The UK government said in March it bought new air defense radars to mitigate against anomalies created by offshore wind farms, touting it as new technology that secures coexistence of air defense and offshore wind. The independent climate change think tank E3G said North Sea turbines can be a defense asset, for example by including surveillance and monitoring equipment.

Judges were not convinced by the Trump administration

Developers impacted by the construction freeze and states sued. The DOJ argued national security concerns are paramount and federal courts do not second-guess military officials’ assessment of these risks.

Federal judges reviewed the classified information and allowed all five wind farms to resume construction.

At the U.S. District Court for the District of Columbia, Senior Judge Royce Lamberth expressed concern that the stated national security reasoning may have been “pretextual,” to mask the true motives for stopping offshore wind.

In putting a major wind farm for Rhode Island and Connecticut back on track in January, Lamberth said the government did not apply the newly discovered concerns specifically to that project, Revolution Wind, Burgum publicly criticized offshore wind around the time of the stop work order for reasons unrelated to national security, and BOEM waited to act until December on information it received in November.

The Pentagon is also holding up the development of onshore wind farms, and the administration has used emergency orders to keep fossil fuel plants online.

Meghan Greenfield, a partner at Jenner & Block LLP in Washington, said the administration is making a national security argument in so many different contexts, “it has caused increased skepticism by the courts.”

A retired Navy officer is suspicious of the administration’s motives

In buying back offshore wind leases, the Interior Department cited national security concerns with the projects, including those off California.

Retired U.S. Navy Vice Adm. Dennis McGinn knows the waters off California’s shore well. He commanded the fleet responsible for naval operations across the eastern and northern Pacific Ocean. He said there’s no “showstopping national security issue” that would invalidate years of analysis of the lease areas.

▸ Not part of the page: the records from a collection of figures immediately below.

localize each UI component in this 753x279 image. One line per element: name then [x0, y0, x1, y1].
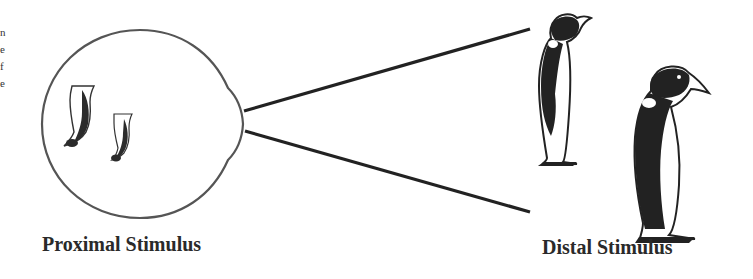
retinal-penguin-small-icon	[111, 114, 132, 162]
distal-penguin-small-icon	[539, 14, 591, 166]
edge-text-fragment: f	[0, 60, 4, 72]
edge-text-fragment: e	[0, 77, 5, 89]
edge-text-fragment: n	[0, 26, 6, 38]
retinal-penguin-large-icon	[64, 86, 94, 147]
distal-penguin-large-icon	[634, 66, 709, 243]
upper-projection-line	[244, 29, 530, 111]
lower-projection-line	[245, 131, 530, 212]
edge-text-fragment: e	[0, 43, 5, 55]
proximal-stimulus-label: Proximal Stimulus	[42, 233, 201, 256]
distal-stimulus-label: Distal Stimulus	[542, 236, 673, 259]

McGinn said he thinks the administration is maximizing the risks and costs of offshore wind while minimizing the benefits to justify pursuing more fossil fuels and “it doesn’t pass commonsense tests.” Offshore wind produces electricity cleanly. Oil, coal and natural gas emit carbon pollution when burned.

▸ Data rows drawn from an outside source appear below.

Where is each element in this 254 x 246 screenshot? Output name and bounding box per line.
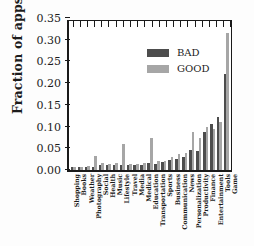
bar-good [219,122,222,170]
y-tick-label: 0.30 [37,33,62,46]
bar-good [122,144,125,170]
bar-good [192,132,195,170]
bar-good [94,156,97,170]
y-tick-label: 0.15 [37,98,62,111]
legend-swatch-good [147,65,169,73]
bar-group [70,21,77,170]
bar-group [84,21,91,170]
bar-group [133,21,140,170]
bar-group [223,21,230,170]
bar-good [157,161,160,170]
bar-group [140,21,147,170]
bar-good [115,163,118,170]
bar-good [80,167,83,170]
bar-group [167,21,174,170]
bar-group [112,21,119,170]
bar-group [209,21,216,170]
bar-group [91,21,98,170]
bar-good [129,164,132,171]
legend-label-bad: BAD [177,47,200,58]
bar-group [202,21,209,170]
bar-group [105,21,112,170]
bar-group [216,21,223,170]
y-tick-label: 0.25 [37,55,62,68]
bar-group [153,21,160,170]
y-tick-label: 0.00 [37,164,62,177]
bar-good [178,154,181,170]
bar-good [150,138,153,170]
bar-group [146,21,153,170]
bar-good [206,127,209,170]
bar-group [119,21,126,170]
bar-group [98,21,105,170]
x-tick-label: Game [231,174,239,194]
bar-good [108,164,111,170]
y-axis-title: Fraction of apps [10,0,25,131]
bar-group [188,21,195,170]
bar-group [174,21,181,170]
y-tick-label: 0.35 [37,12,62,25]
bar-good [164,161,167,170]
y-tick-label: 0.20 [37,77,62,90]
bar-group [160,21,167,170]
bar-good [73,167,76,170]
y-tick: 0.35 [65,17,70,18]
legend-label-good: GOOD [177,63,209,74]
bar-good [143,163,146,170]
y-tick-label: 0.05 [37,142,62,155]
bar-groups [69,21,231,170]
bar-chart-figure: Fraction of apps 0.000.050.100.150.200.2… [0,0,254,246]
bar-group [181,21,188,170]
bar-group [126,21,133,170]
bar-good [171,157,174,170]
y-tick-label: 0.10 [37,120,62,133]
chart-legend: BAD GOOD [147,47,209,74]
bar-good [136,164,139,170]
x-axis-labels: ShoppingBooksWeatherPhotographySocialHea… [67,174,232,246]
bar-group [195,21,202,170]
bar-good [101,163,104,170]
bar-good [185,153,188,170]
legend-item-good: GOOD [147,63,209,74]
bar-good [87,166,90,170]
bar-good [213,129,216,170]
bar-good [199,138,202,170]
legend-swatch-bad [147,49,169,57]
legend-item-bad: BAD [147,47,209,58]
plot-area: 0.000.050.100.150.200.250.300.35 BAD GOO… [67,20,232,172]
bar-group [77,21,84,170]
bar-good [226,33,229,170]
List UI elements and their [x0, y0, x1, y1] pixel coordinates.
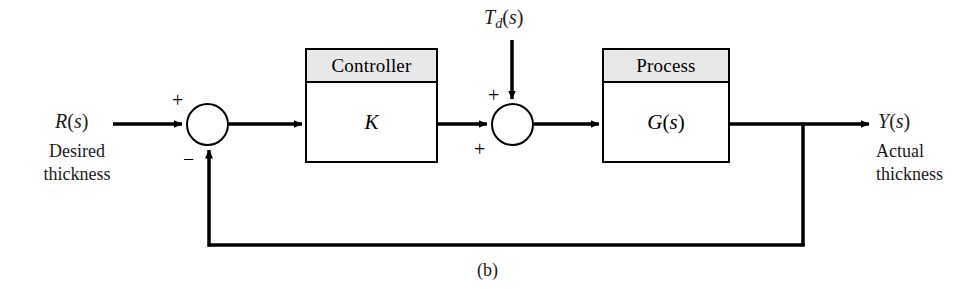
error-junction-plus-sign: +	[172, 90, 183, 110]
controller-block: Controller K	[305, 48, 438, 163]
controller-block-gain: K	[307, 83, 436, 161]
output-signal-name: Y	[878, 110, 889, 132]
process-transfer-function-s: s	[669, 110, 677, 135]
output-description: Actual thickness	[876, 140, 943, 186]
disturbance-signal-name: T	[484, 6, 495, 28]
input-signal-paren-close: )	[82, 110, 89, 132]
disturbance-signal-label: Td(s)	[484, 6, 523, 32]
block-diagram-figure: + − + + Controller K Process G(s) R(s) D…	[0, 0, 975, 289]
disturbance-summing-junction	[491, 103, 534, 146]
input-description: Desired thickness	[31, 140, 123, 186]
process-transfer-function-arg: (	[662, 110, 669, 135]
disturbance-signal-paren-close: )	[517, 6, 524, 28]
output-signal-label: Y(s)	[878, 110, 910, 133]
disturbance-junction-plus-sign-top: +	[488, 85, 499, 105]
input-description-line1: Desired	[31, 140, 123, 163]
process-transfer-function-arg-close: )	[678, 110, 685, 135]
error-junction-minus-sign: −	[183, 149, 194, 169]
output-signal-variable: s	[896, 110, 904, 132]
process-block: Process G(s)	[602, 48, 730, 163]
input-signal-name: R	[55, 110, 67, 132]
controller-block-header: Controller	[307, 50, 436, 83]
process-block-transfer-function: G(s)	[604, 83, 728, 161]
disturbance-signal-paren-open: (	[502, 6, 509, 28]
process-transfer-function-g: G	[647, 110, 662, 135]
input-signal-label: R(s)	[55, 110, 88, 133]
output-description-line1: Actual	[876, 140, 943, 163]
input-signal-variable: s	[74, 110, 82, 132]
disturbance-signal-variable: s	[509, 6, 517, 28]
input-signal-paren-open: (	[67, 110, 74, 132]
signal-wires	[0, 0, 975, 289]
output-signal-paren-open: (	[889, 110, 896, 132]
error-summing-junction	[186, 103, 229, 146]
input-description-line2: thickness	[31, 163, 123, 186]
output-signal-paren-close: )	[904, 110, 911, 132]
figure-caption: (b)	[0, 260, 975, 281]
disturbance-junction-plus-sign-bottom: +	[474, 139, 485, 159]
output-description-line2: thickness	[876, 163, 943, 186]
process-block-header: Process	[604, 50, 728, 83]
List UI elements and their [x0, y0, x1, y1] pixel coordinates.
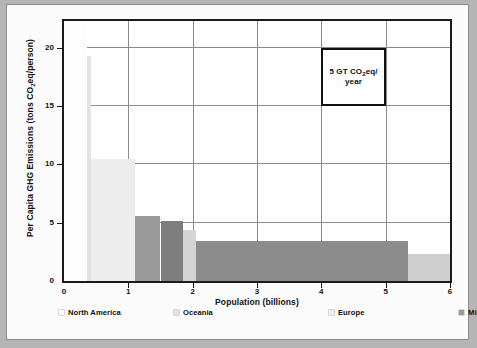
figure-card: 5 GT CO2eq/ year 05101520 0123456 Per Ca…: [7, 5, 468, 339]
bar-sub-saharan-africa: [408, 254, 450, 281]
legend-swatch-icon: [459, 310, 464, 315]
bar-south-america: [161, 221, 184, 281]
legend-swatch-icon: [59, 310, 64, 315]
legend-item-north-america[interactable]: North America: [59, 307, 174, 317]
annotation-line2: year: [345, 77, 362, 86]
annotation-line1-post: eq/: [366, 67, 378, 76]
legend-item-europe[interactable]: Europe: [329, 307, 459, 317]
annotation-line1-pre: 5 GT CO: [329, 67, 362, 76]
x-axis-title: Population (billions): [62, 297, 452, 307]
x-tick-label-4: 4: [306, 287, 336, 296]
y-tickmark-5: [57, 223, 62, 224]
x-tick-label-2: 2: [178, 287, 208, 296]
x-tick-label-1: 1: [113, 287, 143, 296]
legend-item-middle-east-north-africa[interactable]: Middle East/North Africa: [459, 307, 477, 317]
bar-north-america: [64, 21, 87, 281]
legend-label: North America: [68, 308, 121, 317]
figure-root: 5 GT CO2eq/ year 05101520 0123456 Per Ca…: [0, 0, 477, 348]
legend: North AmericaOceaniaEuropeMiddle East/No…: [59, 307, 459, 317]
legend-swatch-icon: [174, 310, 179, 315]
gridline-vertical: [450, 21, 451, 281]
y-tickmark-20: [57, 48, 62, 49]
legend-swatch-icon: [329, 310, 334, 315]
y-tickmark-10: [57, 164, 62, 165]
x-tickmark-5: [386, 283, 387, 288]
bar-asia: [196, 241, 408, 281]
y-axis-title-post: eq/person): [25, 39, 35, 83]
x-tick-label-3: 3: [242, 287, 272, 296]
x-tickmark-3: [257, 283, 258, 288]
y-tick-label-0: 0: [14, 276, 54, 285]
y-tickmark-15: [57, 106, 62, 107]
y-axis-title-pre: Per Capita GHG Emissions (tons CO: [25, 87, 35, 237]
x-tick-label-0: 0: [49, 287, 79, 296]
bar-middle-east-north-africa: [135, 216, 161, 281]
x-tickmark-6: [450, 283, 451, 288]
annotation-subscript: 2: [362, 71, 365, 77]
bar-europe: [91, 159, 135, 281]
x-tickmark-4: [321, 283, 322, 288]
x-tick-label-6: 6: [435, 287, 465, 296]
x-tick-label-5: 5: [371, 287, 401, 296]
y-axis-title-subscript: 2: [30, 83, 36, 86]
plot-area: 5 GT CO2eq/ year: [62, 19, 452, 283]
legend-label: Middle East/North Africa: [468, 308, 477, 317]
annotation-5gt-box: 5 GT CO2eq/ year: [321, 48, 385, 106]
x-tickmark-2: [193, 283, 194, 288]
bar-central-america: [183, 230, 196, 281]
legend-label: Europe: [338, 308, 364, 317]
y-axis-title: Per Capita GHG Emissions (tons CO2eq/per…: [25, 23, 35, 253]
legend-label: Oceania: [183, 308, 213, 317]
legend-item-oceania[interactable]: Oceania: [174, 307, 329, 317]
annotation-label: 5 GT CO2eq/ year: [326, 67, 380, 87]
x-tickmark-1: [128, 283, 129, 288]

McGinn, who served as an assistant secretary of the Navy, said that radar interference is a problem recognized early on and adequately addressed and that thousands of turbines are operating across Europe and Asia.

“National security and offshore wind are compatible, if it is done right, in the right locations,” he said.

Economist Diana Furchtgott-Roth disagrees. A distinguished fellow at the Energy Policy Research Foundation, Furchtgott-Roth said the defense issues have been known for decades, the military’s views should be taken very seriously, the nation shouldn’t be dependent on Chinese-made turbines, and gas, coal and nuclear provide affordable, reliable power. The administration is acting prudently, she said.

Members of Congress were briefed

Democratic U.S. Sen. Jack Reed of Rhode Island said he participated in a classified briefing months ago and didn’t find the reasoning compelling. Reed, the ranking member of the Senate Armed Services Committee, is trying to include a measure in the defense bill that sets military policy to force a 180-day deadline for a military office known as the siting clearinghouse to evaluate wind projects and explain its conclusion.

“They have to be able to produce a thoughtful and thorough analysis which justifies their decision,” Reed said Wednesday. “That’s the way to go.”

Even with that step, Reed said, this administration finds many ways to stop things it doesn’t like and he expects the campaign against wind energy to continue.

___

The Associated Press’ climate and environmental coverage receives financial support from multiple private foundations. The AP is solely responsible for all content. Find the AP’s standards for working with philanthropies, a list of supporters and funded coverage areas at AP.org.